November 5, 2015 — Hathaway is a big family name on the Edgartown waterfront. And among them all, Dick Hathaway is a legend. There are many stories that circulate around this hardworking, hard headed, crusty fellow, but no one questions one fact: Dick Hathaway loves to go fishing for bay scallops. At 87 years of age, he was the eldest on Cape Pogue Pond on Monday morning, the opening day of the commercial bay scalloping season.

Dick Hathaway fishes now with his younger cousin, Mike Hathaway. On Monday they were up and out early.
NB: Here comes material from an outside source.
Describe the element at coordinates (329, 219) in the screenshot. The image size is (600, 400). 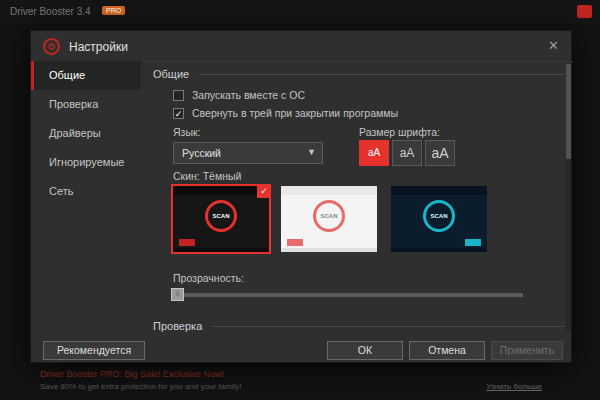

Dick’s wife Janice was up early too, well before sunrise, making him a sandwich and putting it in his small cooler.

By 9 a.m., there were close to 40 fishermen out on the pond.

Dick’s earliest memory of scalloping goes back to when he was a kid, just old enough to go commercial fishing. He worked side by side with his uncle. “I went with Lewis Hathaway,” he said. “We were in Anthier’s Pond [Sengekontacket].They didn’t allow motors in the pond.”

In those days they used dip nets, wind and the power of the hand. They rowed.

To harvest the bay scallops, Lewis tossed the drag off the stern of the skiff, Dick said.“He’d hand me the line and I’d go to the bow and pull in the drag.”

Today shellfishermen use powerful outboard motors. Most boats have a winch that is powered by a gas motor to help raise the drag from the bottom.